Right, and as I said elsewhere, this is a problem with the reference implementation being crusty, not X11. That seems to be the point the speaker is making as well.
Like, I'm fully supportive of having the X server simply manage DRI3 for a bunch of clients and composite the results. That's all well and good.
I'm less supportive of doing this while also removing all support for the other things that the X server provides the ecosystem:
* Unified input/event capturing and forwarding
* Unified screen capturing/recording
* Window management
* Clipboard
* Structured IPC (on top of which you get ICCCM and NetWM)
* Xrdb
* Xprops
* Notions of windows in general (everything's now client-side)
* Fonts
* Drawing APIs
These were all standardized things that users could count on always being available, regardless of which GUI programs they used. Wayland completely punts on these things and defers them to extensions.
Before you ask, I've already seen the "Wayland is a protocol; these are all extensions" song and dance routine. That's a cop-out. Dropping these things means that there will now be multiple incompatible implementations of the same concept, and no way to mix-and-match them because they now all have to be built into the same process that does your window management. Wayland implementations completely destroy this digital commons, for no apparent reason or gain for the users. The only people I see potentially benefiting from this are full-fledged DEs who can leverage their compositors' incompatible implementations to enact a form of lock-in (i.e. your GNOME programs are no longer guaranteed to run in KDE, and vice versa). So, why do this?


## PROBLEM DETAILS
A single number is wanted: how many lines of the data below include the string "category"?

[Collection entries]
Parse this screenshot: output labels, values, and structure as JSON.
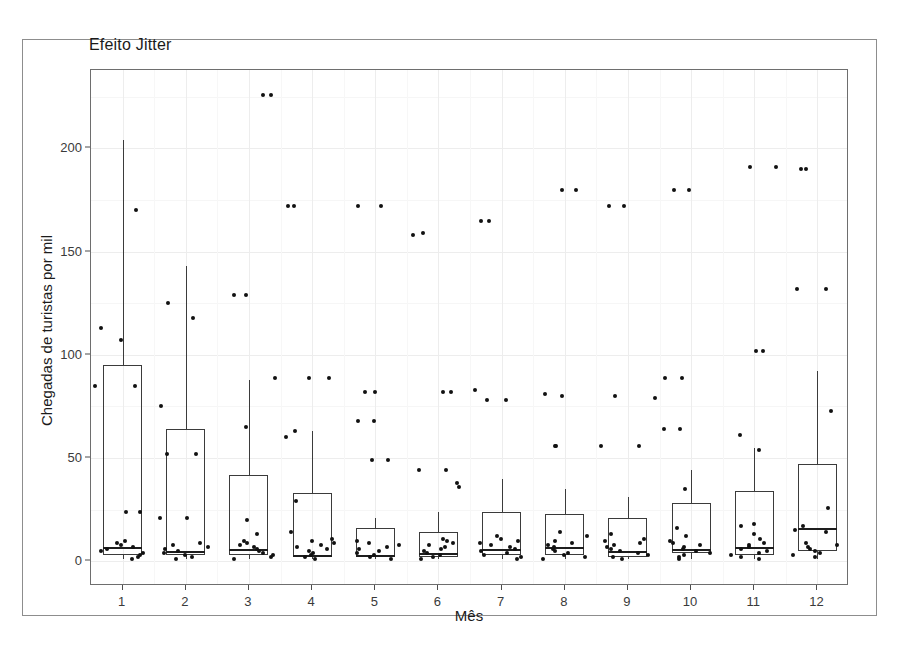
{
  "figure": {
    "title": "Efeito Jitter",
    "background": "#ffffff",
    "panel_border": "#6e6e6e",
    "point_color": "#111111",
    "box_color": "#3b3b3b"
  },
  "chart_data": {
    "type": "box",
    "title": "Efeito Jitter",
    "xlabel": "Mês",
    "ylabel": "Chegadas de turistas por mil",
    "categories": [
      "1",
      "2",
      "3",
      "4",
      "5",
      "6",
      "7",
      "8",
      "9",
      "10",
      "11",
      "12"
    ],
    "x_tick_labels": [
      "1",
      "2",
      "3",
      "4",
      "5",
      "6",
      "7",
      "8",
      "9",
      "10",
      "11",
      "12"
    ],
    "y_tick_labels": [
      "0",
      "50",
      "100",
      "150",
      "200"
    ],
    "y_ticks": [
      0,
      50,
      100,
      150,
      200
    ],
    "ylim": [
      -12,
      238
    ],
    "grid": true,
    "legend": "none",
    "boxes": [
      {
        "category": "1",
        "q1": 3,
        "median": 7,
        "q3": 95,
        "whisker_low": 1,
        "whisker_high": 204,
        "outliers": [
          170,
          107,
          113,
          85,
          24
        ],
        "jitter_points": [
          1,
          2,
          3,
          4,
          5,
          6,
          7,
          8,
          9,
          10,
          24,
          85
        ]
      },
      {
        "category": "2",
        "q1": 3,
        "median": 5,
        "q3": 64,
        "whisker_low": 1,
        "whisker_high": 143,
        "outliers": [
          125,
          118,
          75,
          52,
          21
        ],
        "jitter_points": [
          1,
          2,
          3,
          4,
          5,
          6,
          7,
          8,
          9,
          21,
          52
        ]
      },
      {
        "category": "3",
        "q1": 3,
        "median": 6,
        "q3": 42,
        "whisker_low": 1,
        "whisker_high": 88,
        "outliers": [
          226,
          226,
          129,
          129,
          89,
          65
        ],
        "jitter_points": [
          1,
          2,
          3,
          4,
          5,
          6,
          7,
          8,
          9,
          10,
          13,
          20
        ]
      },
      {
        "category": "4",
        "q1": 2,
        "median": 3,
        "q3": 33,
        "whisker_low": 1,
        "whisker_high": 63,
        "outliers": [
          172,
          172,
          89,
          89,
          63,
          60,
          29
        ],
        "jitter_points": [
          1,
          2,
          3,
          4,
          5,
          6,
          7,
          8,
          9,
          10,
          11,
          14
        ]
      },
      {
        "category": "5",
        "q1": 2,
        "median": 3,
        "q3": 16,
        "whisker_low": 1,
        "whisker_high": 21,
        "outliers": [
          172,
          172,
          82,
          82,
          68,
          68,
          49,
          49
        ],
        "jitter_points": [
          1,
          2,
          3,
          4,
          5,
          6,
          7,
          8,
          9,
          10
        ]
      },
      {
        "category": "6",
        "q1": 2,
        "median": 4,
        "q3": 14,
        "whisker_low": 1,
        "whisker_high": 24,
        "outliers": [
          159,
          158,
          82,
          82,
          44,
          44,
          38,
          36
        ],
        "jitter_points": [
          1,
          2,
          3,
          4,
          5,
          6,
          7,
          8,
          9,
          10,
          11
        ]
      },
      {
        "category": "7",
        "q1": 3,
        "median": 6,
        "q3": 24,
        "whisker_low": 1,
        "whisker_high": 40,
        "outliers": [
          165,
          165,
          83,
          78,
          78
        ],
        "jitter_points": [
          1,
          2,
          3,
          4,
          5,
          6,
          7,
          8,
          9,
          10,
          11,
          12
        ]
      },
      {
        "category": "8",
        "q1": 3,
        "median": 7,
        "q3": 23,
        "whisker_low": 1,
        "whisker_high": 35,
        "outliers": [
          180,
          180,
          81,
          80,
          56,
          56
        ],
        "jitter_points": [
          1,
          2,
          3,
          4,
          5,
          6,
          7,
          8,
          9,
          10,
          12,
          14
        ]
      },
      {
        "category": "9",
        "q1": 2,
        "median": 5,
        "q3": 21,
        "whisker_low": 1,
        "whisker_high": 31,
        "outliers": [
          172,
          172,
          80,
          79,
          56,
          56
        ],
        "jitter_points": [
          1,
          2,
          3,
          4,
          5,
          6,
          7,
          8,
          9,
          10,
          11,
          13
        ]
      },
      {
        "category": "10",
        "q1": 4,
        "median": 6,
        "q3": 28,
        "whisker_low": 1,
        "whisker_high": 44,
        "outliers": [
          180,
          180,
          89,
          89,
          64,
          64,
          35
        ],
        "jitter_points": [
          1,
          2,
          3,
          4,
          5,
          6,
          7,
          8,
          9,
          10,
          12,
          16
        ]
      },
      {
        "category": "11",
        "q1": 3,
        "median": 7,
        "q3": 34,
        "whisker_low": 1,
        "whisker_high": 55,
        "outliers": [
          191,
          191,
          102,
          102,
          61,
          54
        ],
        "jitter_points": [
          1,
          2,
          3,
          4,
          5,
          6,
          7,
          8,
          9,
          11,
          13,
          17,
          18
        ]
      },
      {
        "category": "12",
        "q1": 5,
        "median": 16,
        "q3": 47,
        "whisker_low": 1,
        "whisker_high": 92,
        "outliers": [
          190,
          190,
          132,
          132,
          73
        ],
        "jitter_points": [
          2,
          3,
          4,
          5,
          6,
          7,
          8,
          9,
          14,
          15,
          17,
          26
        ]
      }
    ]
  }
}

## ANSWER FOR THIS EXERCISE
12